Mixing a clean and distorted signal in an overdrive pedal
makes so much sense, to get natural attack tone
combined with distortion-type sustain.

>Actually, no, that would be a problem if it were true. There was a
>commercial effect that did exactly this that I traced out. It did, indeed
>out-and-out mix the dry and wet signals together. The dry signal decayed
>away as the tone tailed off, and the distortion sound, being compressed
>by the clipping, did not. It produced an odd
>clean-trailing-off-to-distorted note. Very clear to hear. The dynamics of
>clean an clipped signals are very different, and this stood out like a
>sore thumb. I quickly put this one in the bin of "Things to be used for
>odd special purposes". It sounded nothing like a TS9.

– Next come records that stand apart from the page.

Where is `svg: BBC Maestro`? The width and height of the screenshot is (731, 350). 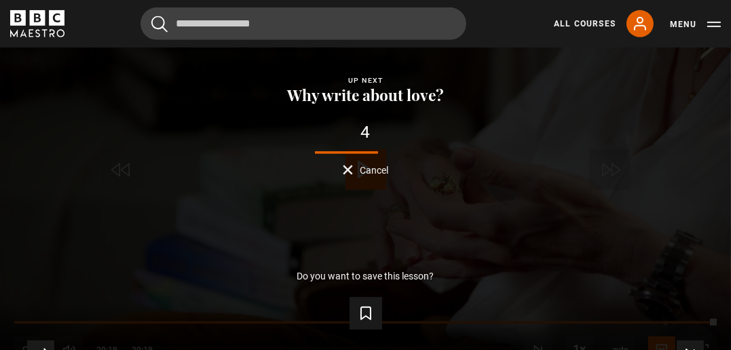
svg: BBC Maestro is located at coordinates (37, 24).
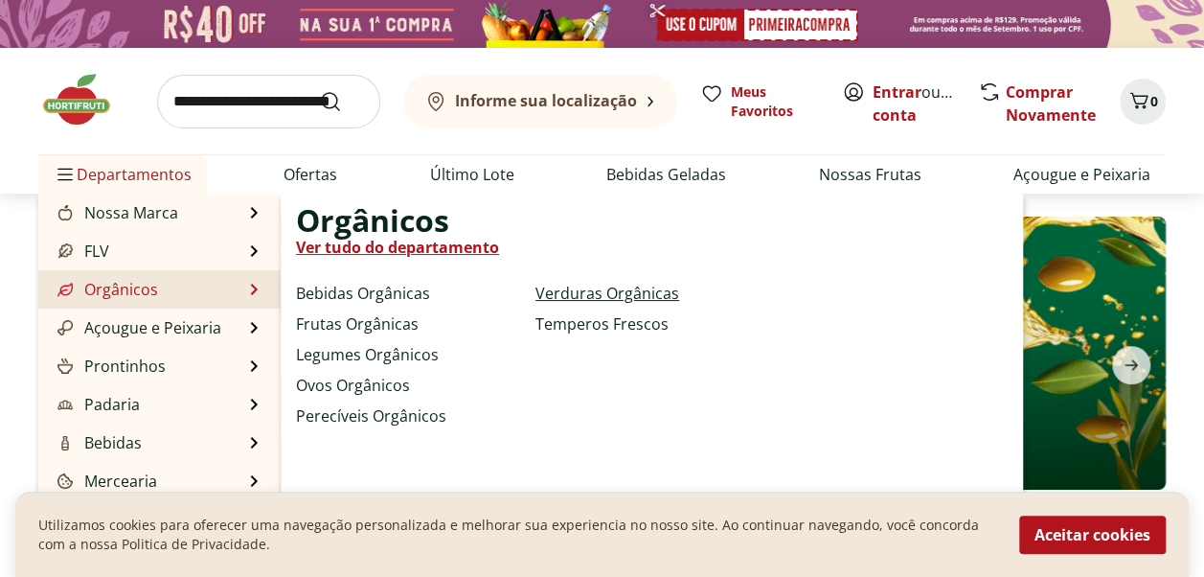  What do you see at coordinates (105, 481) in the screenshot?
I see `a: MerceariaMercearia` at bounding box center [105, 481].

[I'm not sure who wrote the above.]

The Tube Screamer had a better mix than that unit. The fact that that unit poorly implemented the approach doesn't prove the approach to be bad.

Can't you tap the signal in the Tube Screamer to hear a clean and distorted signal simply being mixed?


This would be just the sort of weird, terrible-sounding preamp device that tube amps love.

Someone, maybe Keen, replied:

>Is the amp supposed to work better if it has a weird terrible sounding preamp in front of it? Do the amps run cooler or sound sweeter?

A loud tube amp and speaker transforms the input signal in a complex way. You have to do a mental transformation when listening directly to an effect, imagining what it would sound like through a loud tube amp. Beginners might well dismiss overdrive pedals in general, because they sound wimpy and staticky when listened to directly. Overdrive pedals are not designed to produce an overdrive tone in themselves. The sound coming out of the overdrive pedal is not itself the overdriven sound. It's a misunderstanding thinking that the sound of an effects pedal in isolation is the final sound that the designer intended. Effects pedals, particularly 70s vintage pedals, are meant to be heard as part of a tube amp rig. The purpose of the overdrive pedal is not to sound great in itself, but to drive a tube amp harder than the amp can be driven by its internal preamp.

When I listen to an effect by itself, I don't think "this sounds great", but "this *would* sound great when combined with a loud tube amp". This applies to the overdrive pedal especially. The Tube Screamer sounds bad by itself -- but it was not designed to be used as an isolated piece of gear between the guitar and mixer. Overdrives are specifically meant to be combined with a loud tube amp, and if a buyer wants to understand how to get the tone the designer intended, they must understand that the designer intended the pedal to be put before an amp. If the buyer doesn't realize this, and is surprised by how bad an isolated overdrive pedal sounds, the buyer's limited knowledge about the intended configuration will probably prevent them from getting the best, most musical and flowing tone using the overdrive pedal. The buyer will probably conclude that all the enthusiasm over the overdrive pedal is unwarranted. You will certainly not soud like SRV by running your guitar through a Tube Screamer and into the mixer. If that's what you are trying to accomplish, you would be very confused and disappointed. Some guidance about the intended and recommended setup would be very helpful.

To get the most out of your equipment, you must both understand its intended purpose, as well as knowing alternative, innovative applications of the equipment. I've done some very successful misusing of guitar equipment, such as putting a tube amp, speaker, and mic in the "effects loop" of a guitar multieffects processor.